Originally posted by Marilyn deQueiroz, in reply to Mark Herschberg:
I'm simply arguing that the current ratio is "normal" and previous ratio were "high" (as opposed to most people lately who seemed to take the last few years as "normal" or "good" and today as "bad").:
Market correction theory. Probably valid. Job markets fluctuate in all fields.
Any posted remarks that may or may not seem offensive, intrusive or politically incorrect are not truly so.
RusUSA.com - Russian America today - Guide To Russia
Any posted remarks that may or may not seem offensive, intrusive or politically incorrect are not truly so.
RusUSA.com - Russian America today - Guide To Russia
How dare you insult our president with that rude comment. Everyone knows that Dubya went to Yale!Originally posted by Shura Balaganov:
Obviously it is a person which makes a degree, consider our Harvard grad George W.
Associate Instructor - Hofstra University
Amazon Top 750 reviewer - Blog - Unresolved References - Book Review Blog
Originally posted by Thomas Paul:
How dare you insult our president with that rude comment. Everyone knows that Dubya went to Yale!
Any posted remarks that may or may not seem offensive, intrusive or politically incorrect are not truly so.
RusUSA.com - Russian America today - Guide To Russia
Originally posted by John Fontana:
The statistics to prove it are right in the database at JavaRanch for this BB. These aren't people who used Dreamweaver and called themselves programmers...most of these people, including myself, taught themselves Java, have degrees, and earned SCJP's... Never mind statistics...what could be better than tons of first-hand accounts of the situation?
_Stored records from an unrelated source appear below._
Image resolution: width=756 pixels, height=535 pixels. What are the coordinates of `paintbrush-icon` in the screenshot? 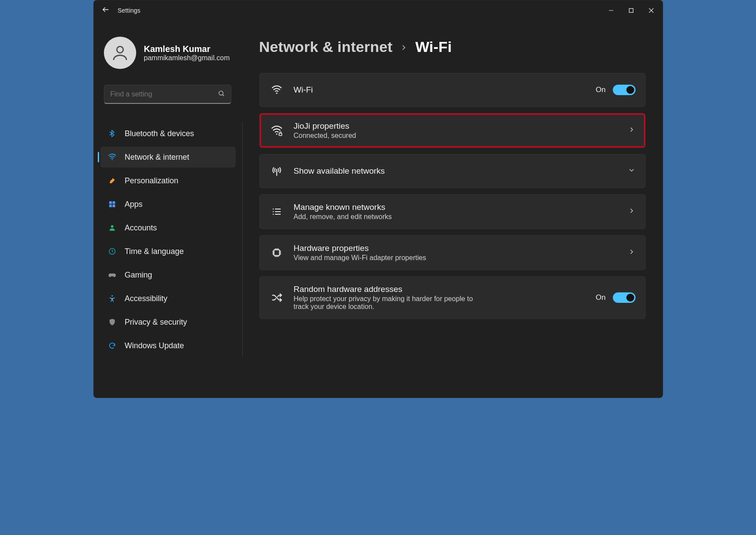 It's located at (112, 181).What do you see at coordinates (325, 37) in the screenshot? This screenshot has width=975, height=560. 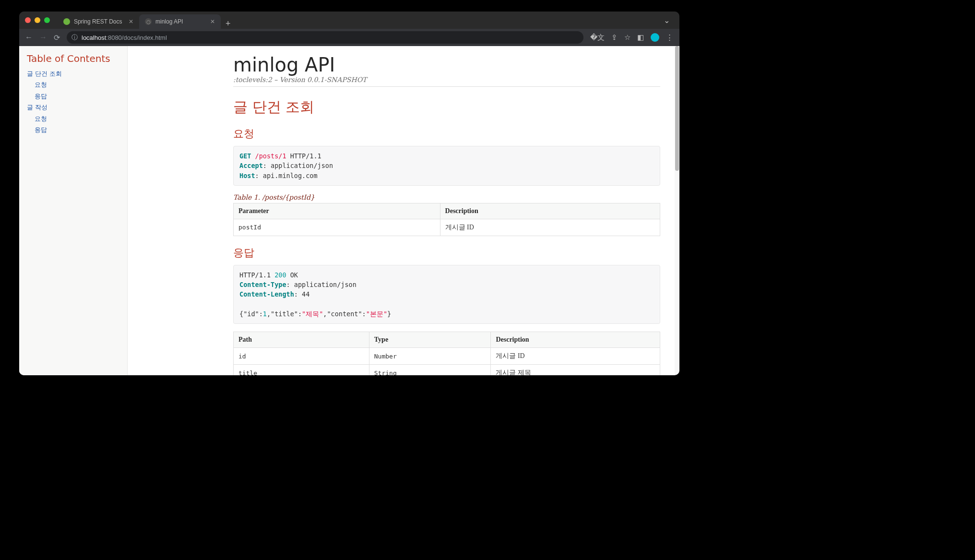 I see `address-bar: ⓘ localhost:8080/docs/index.html` at bounding box center [325, 37].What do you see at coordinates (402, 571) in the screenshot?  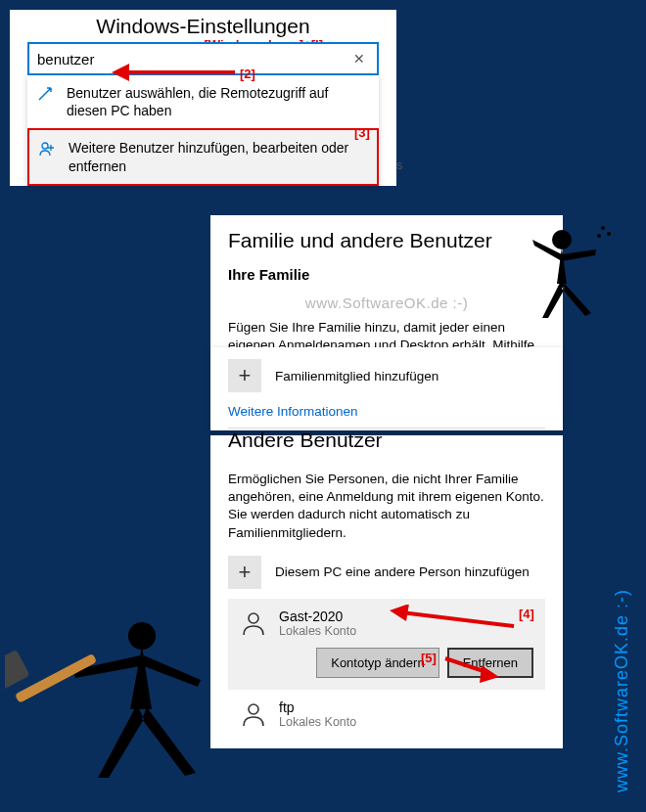 I see `add-other-label: Diesem PC eine andere Person hinzufügen` at bounding box center [402, 571].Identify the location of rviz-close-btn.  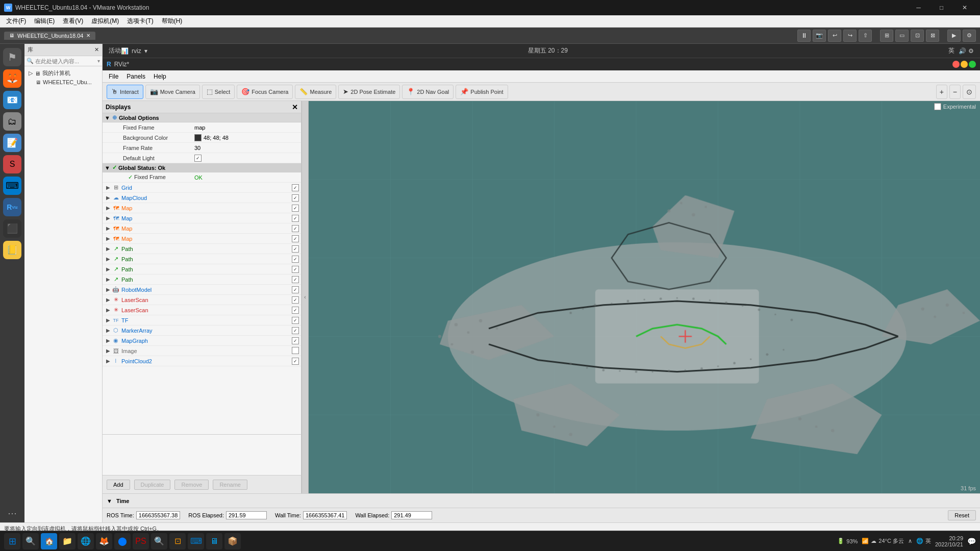
(956, 64).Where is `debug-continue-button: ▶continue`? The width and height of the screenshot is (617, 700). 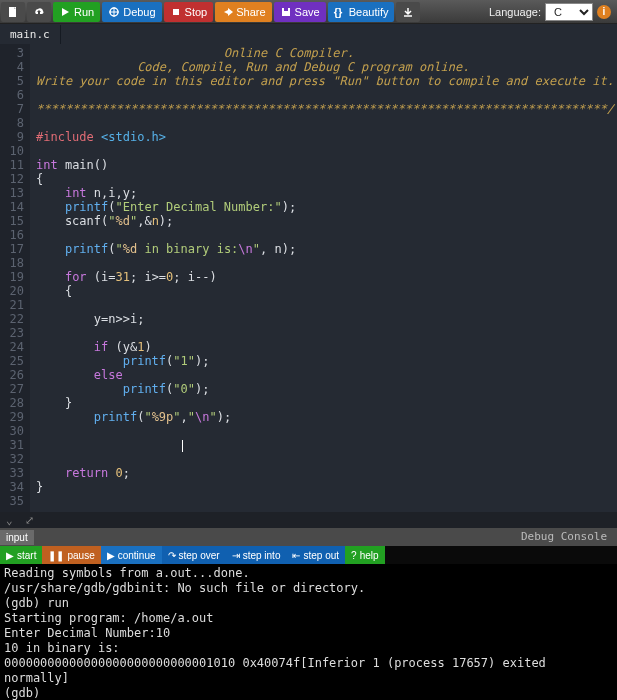
debug-continue-button: ▶continue is located at coordinates (132, 555).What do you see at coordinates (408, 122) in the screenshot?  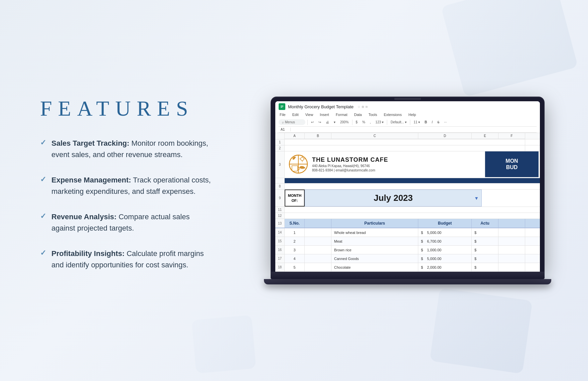 I see `sheets-toolbar: ⌕ Menus ↩ ↪ 🖨 ▾ 200% $ % , 123 ▾` at bounding box center [408, 122].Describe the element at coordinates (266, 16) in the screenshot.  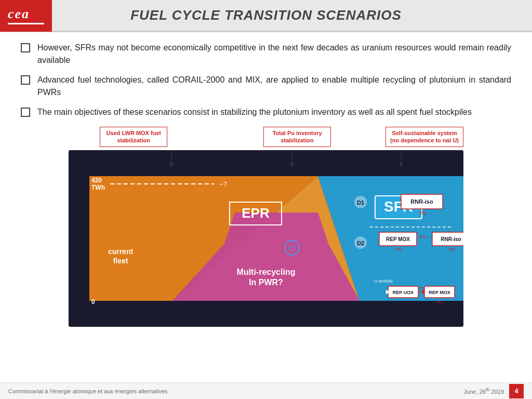
I see `slide-header: cea FUEL CYCLE TRANSITION SCENARIOS` at that location. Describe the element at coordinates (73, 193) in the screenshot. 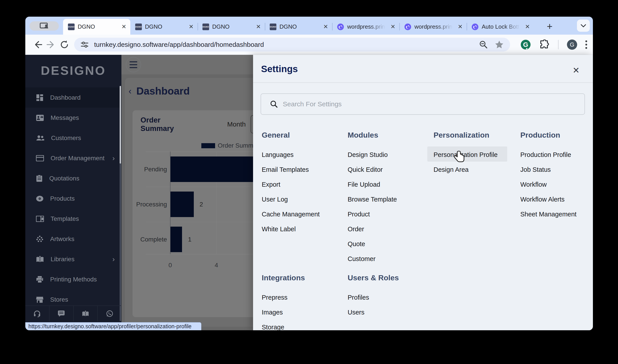

I see `app-sidebar: DESIGNO Dashboard Messages` at that location.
Let's turn the table around: We MENSA-members know it's theoretically impossible to prove a negative, so prove a positive: How about some examples of people who looked for work recently and easily found a job?
Mark Herschberg, author of The Career Toolkit
https://www.thecareertoolkitbook.com/
Originally posted by Shura Balaganov:
< Some bio on Bill Gates >
Originally posted by Shura Balaganov:
Obviously it is a person which makes a degree, consider our Harvard grad George W. <http://www.javaranch.com>
Originally posted by Shura Balaganov:
But in IT you are right there. In US and all over the world top colleges recruit top talent into science and engineering programs. These grads then become IT core.
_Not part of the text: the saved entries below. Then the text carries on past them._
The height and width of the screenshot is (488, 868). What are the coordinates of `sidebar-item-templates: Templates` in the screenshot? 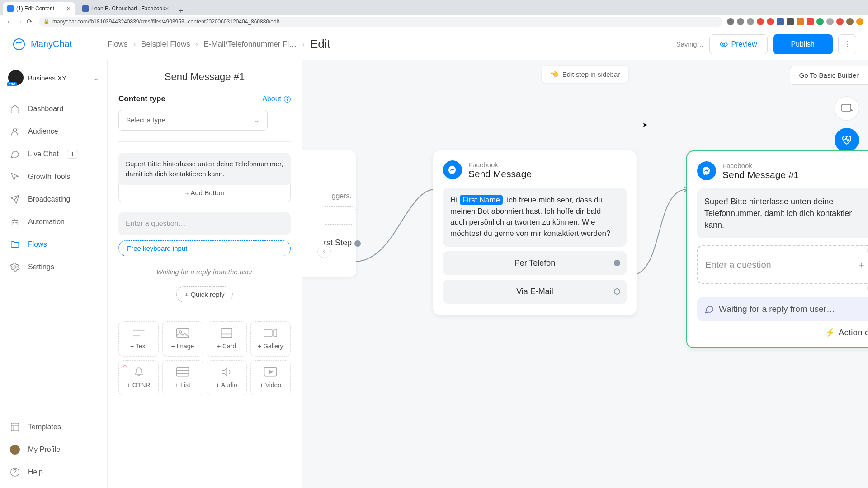 It's located at (53, 427).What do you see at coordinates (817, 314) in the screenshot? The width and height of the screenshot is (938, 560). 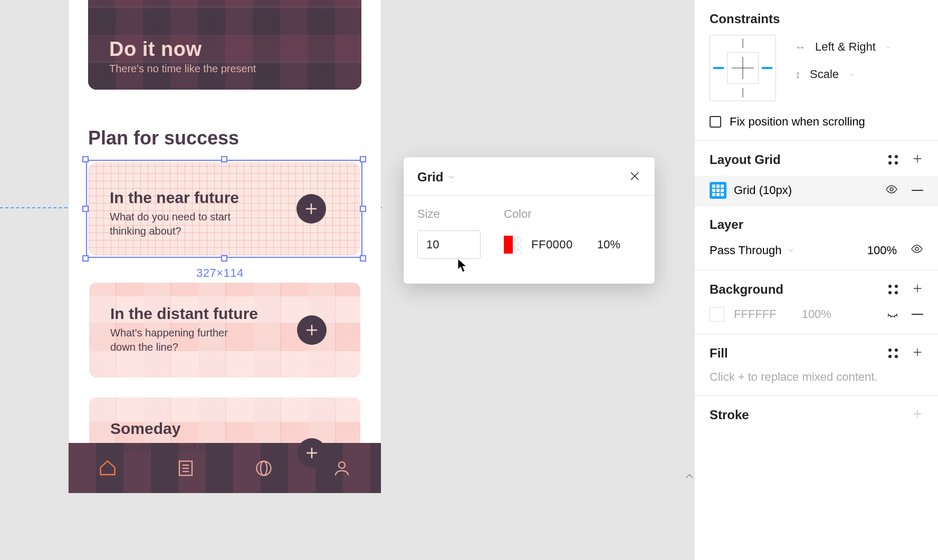 I see `bg-opacity-value: 100%` at bounding box center [817, 314].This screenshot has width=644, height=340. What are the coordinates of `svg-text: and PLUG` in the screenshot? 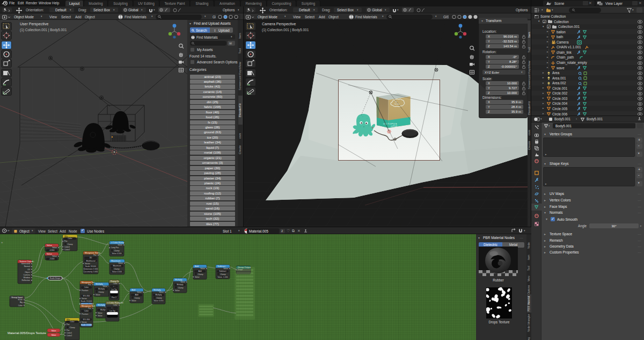 It's located at (394, 126).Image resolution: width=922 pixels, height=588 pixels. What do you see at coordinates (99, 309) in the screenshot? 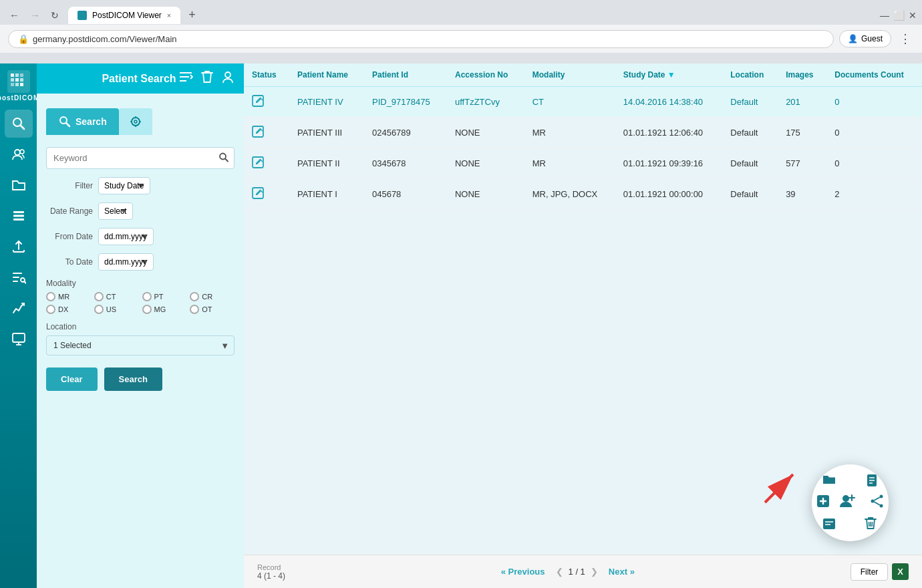
I see `radio-us` at bounding box center [99, 309].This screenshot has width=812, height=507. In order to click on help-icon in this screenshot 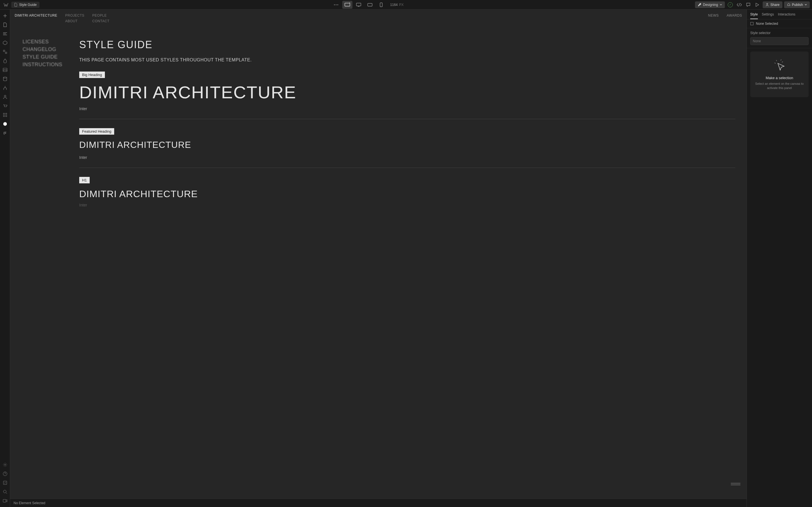, I will do `click(5, 474)`.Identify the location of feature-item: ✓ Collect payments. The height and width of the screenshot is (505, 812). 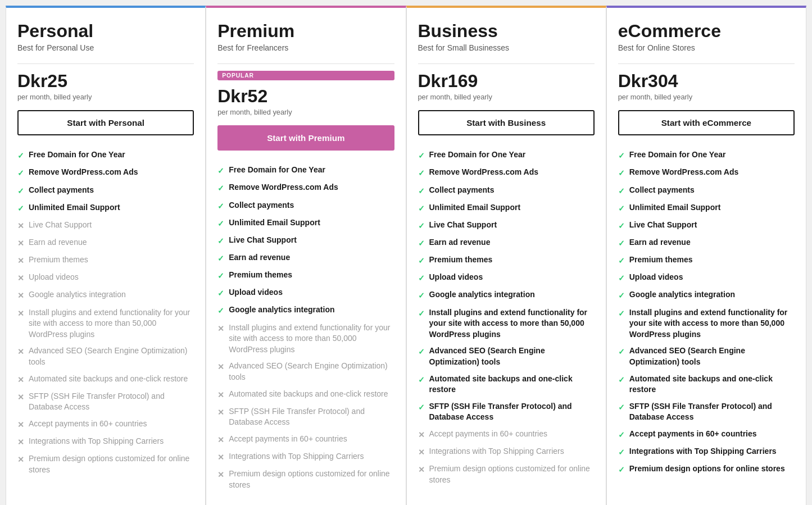
(506, 191).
Originally posted by Shura Balaganov:
I've also worked with tons of people who could code well in VB or create reports or query a database, but we would have to agree on what you mean by "success" and "successfull people" before we can go on about whether they made it or not.
Mark Herschberg, author of The Career Toolkit
https://www.thecareertoolkitbook.com/
Originally posted by Mark Herschberg:
You missed the best one, that his mother was on the board of directors and heavily influenced the decision which gave him the IBM contract!
Again, you make my point. His college had nothing to do with it! He was going to succeed because of his family. It is personal intelligence, charisma, skills, family, friends, upbrining, value, etc which make you succeed. One college over another makes little difference.
Originally posted by Shura Balaganov:
I've also worked with tons of people who could code well in VB or create reports or query a database, but we would have to agree on what you mean by "success" and "successfull people" before we can go on about whether they made it or not.
Originally posted by Roseanne Zhang:
What's wrong with VB programmers?...
Even I like Java/C++ far more than VB, but I'll never say VB programmers are inferior than us.
Any posted remarks that may or may not seem offensive, intrusive or politically incorrect are not truly so.
RusUSA.com - Russian America today - Guide To Russia
Any posted remarks that may or may not seem offensive, intrusive or politically incorrect are not truly so.
RusUSA.com - Russian America today - Guide To Russia
JavaBeginnersFaq
"Yesterday is history, tomorrow is a mystery, and today is a gift; that's why they call it the present." Eleanor Roosevelt
Originally posted by Simon Lee:
Mark, can you tell us what your book is about or is it a secret? ;)
Originally posted by Mark Herschberg:
More bad news...
the economy is in great shape!
http://money.cnn.com/2002/04/26/news/economy/economy/index.htm
"GDP grows 5.8% in 1Q"
And speaking of data...
Check out
http://www.bea.doc.gov/bea/sumnip-d.html
http://www.bea.doc.gov/bea/dn1.htm
It has yet information on why this recession isn't as bad as the one in the early 90's.
--Mark
Matthew Phillips
Originally posted by Mark Herschberg:
the economy is in great shape!
JavaBeginnersFaq
"Yesterday is history, tomorrow is a mystery, and today is a gift; that's why they call it the present." Eleanor Roosevelt
Any posted remarks that may or may not seem offensive, intrusive or politically incorrect are not truly so.
RusUSA.com - Russian America today - Guide To Russia
Any posted remarks that may or may not seem offensive, intrusive or politically incorrect are not truly so.
RusUSA.com - Russian America today - Guide To Russia
Any posted remarks that may or may not seem offensive, intrusive or politically incorrect are not truly so.
RusUSA.com - Russian America today - Guide To Russia
Shura Balaganov writes:
GDP and this other economics data is probably as reliable as Enron's balance sheet. It is very statistics-based, and can be manipulated by government and such.